I could go on about the inconsistencies of the setting with the available technologies for days. MgT, more than any other system or setting I have ever enountered, relies on the liberal application of handwavium. The group I play with and I still enjoy it though (granted, with lots of house rules). Maybe that's because for me, "canon" in the context of an RPG is a very loose notion. I view any RPG system / setting as a starting point for a system and setting that works for the group using it and the story they are telling.
 
Research ships would love collector tech, batteries, solar panels. Same goes for picket ships.
There's more kinds of ships than military / police / criminal ships, you know.
 
I was imagining large ships coming into a system, finding a nice empty spot in the habitable zone a million kilometres from any world, staying there for a week, two weeks, charging up as the ship's fleet of auxiliary ships shuttle back and forth with the homeworld, trading, setting up a circus, whatever, then Jumping out as soon as business is concluded and the last sublight craft are back tucked into their hangars.
 
In this regard Traveller, or at least MgT and the Third Imperium are well and thoroughly broken. Character creation alone means that there are not enough able bodied sapients that survive long enough (and avoid prison long enough) to become experienced professionals for the economy to function.

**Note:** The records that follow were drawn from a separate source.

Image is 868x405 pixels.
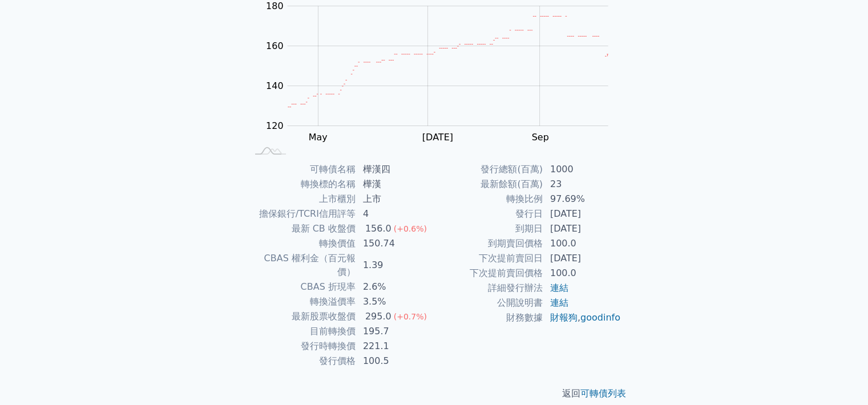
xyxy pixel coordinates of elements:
[580,388,626,399] a: 可轉債列表
[356,324,434,339] td: 195.7
[543,265,622,281] td: 100.0
[363,310,394,323] div: 295.0
[434,176,543,192] td: 最新餘額(百萬)
[394,225,427,233] span: (+0.6%)
[266,80,284,91] tspan: 140
[356,339,434,354] td: 221.1
[309,132,327,143] tspan: May
[543,162,622,176] td: 1000
[266,1,284,11] tspan: 180
[266,120,284,132] tspan: 120
[580,312,620,323] a: goodinfo
[550,282,568,294] a: 連結
[434,310,543,325] td: 財務數據
[363,222,394,236] div: 156.0
[356,294,434,310] td: 3.5%
[247,280,356,294] td: CBAS 折現率
[247,176,356,192] td: 轉換標的名稱
[434,265,543,281] td: 下次提前賣回價格
[543,310,622,325] td: ,
[543,221,622,236] td: [DATE]
[550,298,568,308] a: 連結
[247,221,356,236] td: 最新 CB 收盤價
[394,312,427,321] span: (+0.7%)
[543,192,622,206] td: 97.69%
[247,251,356,280] td: CBAS 權利金（百元報價）
[247,206,356,221] td: 擔保銀行/TCRI信用評等
[287,17,608,107] g: Series
[247,324,356,339] td: 目前轉換價
[356,354,434,368] td: 100.5
[260,1,625,143] g: Chart
[247,354,356,368] td: 發行價格
[434,162,543,176] td: 發行總額(百萬)
[247,294,356,310] td: 轉換溢價率
[247,339,356,354] td: 發行時轉換價
[434,206,543,221] td: 發行日
[247,192,356,206] td: 上市櫃別
[356,251,434,280] td: 1.39
[434,281,543,295] td: 詳細發行辦法
[356,192,434,206] td: 上市
[422,132,453,143] tspan: [DATE]
[531,132,549,143] tspan: Sep
[434,192,543,206] td: 轉換比例
[356,162,434,176] td: 樺漢四
[247,310,356,324] td: 最新股票收盤價
[543,176,622,192] td: 23
[543,206,622,221] td: [DATE]
[247,162,356,176] td: 可轉債名稱
[356,236,434,251] td: 150.74
[356,280,434,294] td: 2.6%
[247,236,356,251] td: 轉換價值
[434,295,543,310] td: 公開說明書
[434,221,543,236] td: 到期日
[266,41,284,51] tspan: 160
[233,387,635,400] p: 返回
[434,251,543,265] td: 下次提前賣回日
[543,236,622,251] td: 100.0
[543,251,622,265] td: [DATE]
[434,236,543,251] td: 到期賣回價格
[550,312,578,323] a: 財報狗
[356,176,434,192] td: 樺漢
[356,206,434,221] td: 4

Spending 20 years in a career without being able to advance any skill beyond level 4, but being able to go from four to five in less than a year (assuming you make the EDU roll) post-career makes as much sense as having to completely restart training a skill if an EDU roll is missed.
Character creation for player characters is designed to create characters suitable for adventuring. It is not at all intended to be an accurate reflection of how a normal career would go. Games do this all the time. Making every village priest into a cleric in D&D is the same thing. Similarly, all xp systems are massively accelerated in pretty much every game in existence. As well as completely divorced from any actual learning method humans use.

Missiles and lasers together are a pretty standard sci fi trope. No more or less stupid than the whole WW2 in space design that is so widespread across all sci fi media. People like space fighters even if they are ridiculously unlikely to be a thing.

There's certainly a lot of stuff that, in the absence of any actual information on how it works, leaves a lot of questions. Worse than any other system? I doubt it, save maybe that it is more detailed than most. If you just do space fantasy and don't even try to explain what's going on, its certainly less likely to cause questions to arise.